(posted by Bernhard von Stengel on 6 August 2010)

The Game Theory Society reports with sadness that its charter member David Blackwell passed away on July 8, 2010 at the age of 91.

David Blackwell was an outstanding statistician and mathematician, who contributed fundamental insights in many areas. In game theory, he provided a number of important results. One of them is a central tool known as the “Blackwell approachability theorem” (An analog of the minimax theorem for vector payoffs, Pacific J. Math. 6 (1956), 1-8.) See Eran Shmaya’s blog entry on the significance of this and other results for game theory.

The following biographical sketch is adapted from http://www.maa.org/summa/archive/blackwl.htm:

David Blackwell lived in Berkeley, California. He joined the faculty at University of California at Berkeley in 1954 after having spent ten years at Howard University, in Washington, DC, one year at Stanford, one year at Clark College, now Clark-Atlanta University, one year at Southern University, Baton Rouge, Louisiana and one year at the Institute for Advanced Study, Princeton, New Jersey.

Born in April 1919 in Centralia, Illinois, Blackwell spent ten years there attending public schools. At the age of sixteen he entered the University of Illinois in Champaign-Urbana in 1935 where he received his AB degree in 1938, his AM in 1939 and his Ph.D. in 1941; all in mathematics. At the age of 22 he had earned a Ph.D. in mathematics and had been awarded a Rosenwald Fellowship to attend the Institute for Advanced Study. This was the beginning of his more than fifty professional years as a world-class mathematician.

While at Howard University, Blackwell distinguished himself as an excellent teacher, an able leader (department chair, 1947-1954) and a very productive scholar, publishing more than twenty papers during his tenure there. When he joined the faculty at Berkeley, these characteristics became even more manifest. At Berkeley, and worldwide, he was recognized as a distinguished scholar and a gifted teacher. He chaired the Department of Statistics (1957-1961) and he published an additional 50 plus papers (a total of 80 papers prior to retirement).

His professional activities as a scholar brought him widespread recognition and acclaim. He has received honorary Doctorate of Science degrees from twelve institutions. Two of the highest honors bestowed upon him have been his election to the National Academy of Science (first and only African-American Mathematician elected) and his election to the American Academy of Arts and Sciences.

In an interview Blackwell was asked the question: “Of the areas in which you have worked, which do you think are the most significant?” He replied, “I’ve worked in so many areas; I’m sort of a dilettante. Basically, I’m not interested in doing research and I never have been … I’m interested in understanding, which is quite a different thing.” And the annals of history record that he has understood much.

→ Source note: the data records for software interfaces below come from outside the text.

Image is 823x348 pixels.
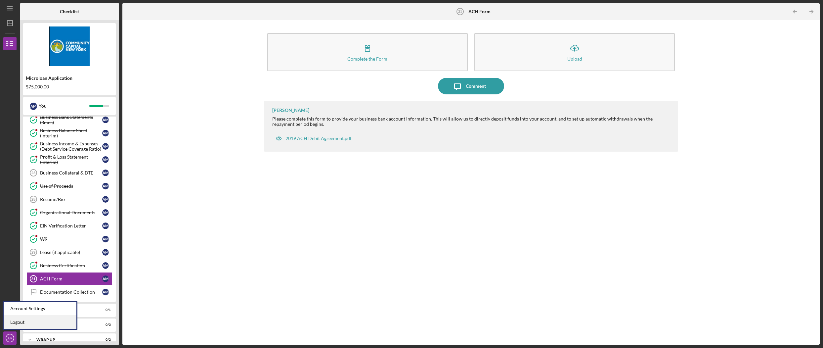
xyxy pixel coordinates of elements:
[4,315,76,329] a: Logout
[31,171,35,175] tspan: 23
[26,84,113,89] div: $75,000.00
[102,143,109,150] div: A M
[23,26,116,66] img: Product logo
[40,249,102,255] div: Lease (if applicable)
[102,209,109,216] div: A M
[438,78,504,94] button: Comment
[26,272,112,285] a: 31ACH FormAM
[40,236,102,242] div: W9
[26,113,112,126] a: Business Bank Statements (3mos)AM
[102,169,109,176] div: A M
[567,56,582,61] div: Upload
[31,197,35,201] tspan: 25
[36,337,94,341] div: Wrap up
[102,196,109,202] div: A M
[40,289,102,294] div: Documentation Collection
[31,250,35,254] tspan: 29
[40,154,102,165] div: Profit & Loss Statement (Interim)
[40,114,102,125] div: Business Bank Statements (3mos)
[3,331,17,344] button: AM
[26,285,112,298] a: Documentation CollectionAM
[102,262,109,269] div: A M
[31,277,35,281] tspan: 31
[40,141,102,152] div: Business Income & Expenses (Debt Service Coverage Ratio)
[102,275,109,282] div: A M
[286,136,352,141] div: 2019 ACH Debit Agreement.pdf
[26,153,112,166] a: Profit & Loss Statement (Interim)AM
[102,183,109,189] div: A M
[102,222,109,229] div: A M
[347,56,387,61] div: Complete the Form
[60,9,79,14] b: Checklist
[26,232,112,245] a: W9AM
[39,100,89,111] div: You
[272,116,672,127] div: Please complete this form to provide your business bank account information. This will allow us t...
[26,206,112,219] a: Organizational DocumentsAM
[26,259,112,272] a: Business CertificationAM
[466,78,486,94] div: Comment
[102,116,109,123] div: A M
[102,156,109,163] div: A M
[40,223,102,228] div: EIN Verification Letter
[26,140,112,153] a: Business Income & Expenses (Debt Service Coverage Ratio)AM
[102,289,109,295] div: A M
[99,323,111,327] div: 0 / 3
[99,308,111,312] div: 0 / 1
[40,170,102,175] div: Business Collateral & DTE
[272,132,355,145] button: 2019 ACH Debit Agreement.pdf
[26,219,112,232] a: EIN Verification LetterAM
[40,128,102,138] div: Business Balance Sheet (Interim)
[26,179,112,193] a: Use of ProceedsAM
[272,108,309,113] div: [PERSON_NAME]
[40,197,102,202] div: Resume/Bio
[102,130,109,136] div: A M
[267,33,468,71] button: Complete the Form
[468,9,491,14] b: ACH Form
[4,302,76,315] div: Account Settings
[26,75,113,81] div: Microloan Application
[474,33,675,71] button: Upload
[26,245,112,259] a: 29Lease (if applicable)AM
[8,336,12,340] text: AM
[102,249,109,255] div: A M
[40,183,102,189] div: Use of Proceeds
[40,263,102,268] div: Business Certification
[40,210,102,215] div: Organizational Documents
[26,126,112,140] a: Business Balance Sheet (Interim)AM
[458,10,462,14] tspan: 31
[99,337,111,341] div: 0 / 2
[26,166,112,179] a: 23Business Collateral & DTEAM
[102,236,109,242] div: A M
[30,103,37,110] div: A M
[40,276,102,281] div: ACH Form
[26,193,112,206] a: 25Resume/BioAM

From the UC Berkeley press release:

“He had this great talent for making things appear simple. He liked elegance and simplicity. That is the ultimate best thing in mathematics, if you have an insight that something seemingly complicated is really simple, but simple after the fact,” said Blackwell’s colleague Peter Bickel, a UC Berkeley professor of statistics who has known him since 1960. “Blackwell was a wonderful man and, given the trials and tribulations of his life, a very optimistic person.”

According to Bickel, Blackwell was known for his independent invention of dynamic programming, which is used today in finance and in various areas of science, including genome analysis. He also is known for the renewal theorem, used today in areas of engineering, and for independently developing the Rao-Blackwell Theorem, a fundamental concept in modern statistics.

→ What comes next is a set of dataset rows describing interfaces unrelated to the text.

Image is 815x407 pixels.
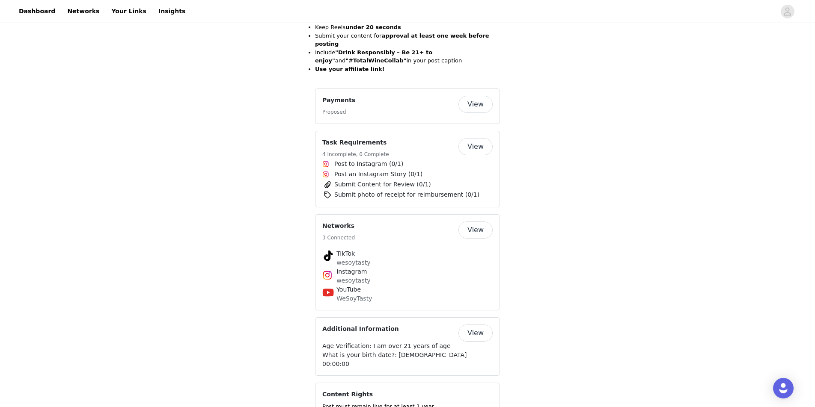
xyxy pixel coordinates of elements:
[322,108,355,116] h5: Proposed
[322,343,450,350] span: Age Verification: I am over 21 years of age
[315,214,500,311] div: Networks
[322,222,355,231] h4: Networks
[106,2,151,21] a: Your Links
[322,270,332,281] img: Instagram Icon
[322,138,389,147] h4: Task Requirements
[345,24,401,30] strong: under 20 seconds
[773,378,793,399] div: Open Intercom Messenger
[315,33,489,47] strong: approval at least one week before posting
[322,352,466,367] span: What is your birth date?: [DEMOGRAPHIC_DATA] 00:00:00
[336,267,478,276] h4: Instagram
[322,234,355,242] h5: 3 Connected
[334,180,431,189] span: Submit Content for Review (0/1)
[315,66,385,72] strong: Use your affiliate link!
[315,49,432,64] strong: "Drink Responsibly – Be 21+ to enjoy"
[783,5,791,18] div: avatar
[315,131,500,207] div: Task Requirements
[458,96,492,113] button: View
[322,390,373,399] h4: Content Rights
[345,57,406,64] strong: "#TotalWineCollab"
[458,138,492,155] button: View
[315,32,500,48] p: Submit your content for
[334,170,422,179] span: Post an Instagram Story (0/1)
[336,294,478,303] p: WeSoyTasty
[458,222,492,239] button: View
[336,276,478,285] p: wesoytasty
[62,2,104,21] a: Networks
[322,171,329,178] img: Instagram Icon
[315,89,500,124] div: Payments
[336,285,478,294] h4: YouTube
[322,96,355,105] h4: Payments
[322,161,329,168] img: Instagram Icon
[322,151,389,158] h5: 4 Incomplete, 0 Complete
[458,325,492,342] button: View
[322,325,399,334] h4: Additional Information
[336,249,478,258] h4: TikTok
[334,190,479,199] span: Submit photo of receipt for reimbursement (0/1)
[315,48,500,65] li: Include and in your post caption
[315,317,500,376] div: Additional Information
[334,160,403,169] span: Post to Instagram (0/1)
[153,2,190,21] a: Insights
[336,258,478,267] p: wesoytasty
[14,2,60,21] a: Dashboard
[315,23,500,32] li: Keep Reels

“He went from one area to another, and he’d write a fundamental paper in each,” said Thomas Ferguson, professor emeritus of statistics at UCLA and coauthor with James MacQueen of a 1996 collection of papers in Blackwell’s honor. “He would come into a field that had been well-studied and find something really new that was remarkable; that was his forte.”

In an interview published on youtube (one of many interview snippets worth browsing) on his election to the Academy of Sciences he attributed his election to a comment by a supporter that “after Blackwell’s work, you wondered what all the fuss was about. That is, I had taken something that was complicated and showed what was really going on in a very simple way … what I did really did clarify things; I wouldn’t say it was a big thing, but it was an interesting thing.”. [The precise work in question is unfortunately not mentioned in the interview.]

David Blackwell’s curiosity and clarity of mathematical insight will remain an example for us all.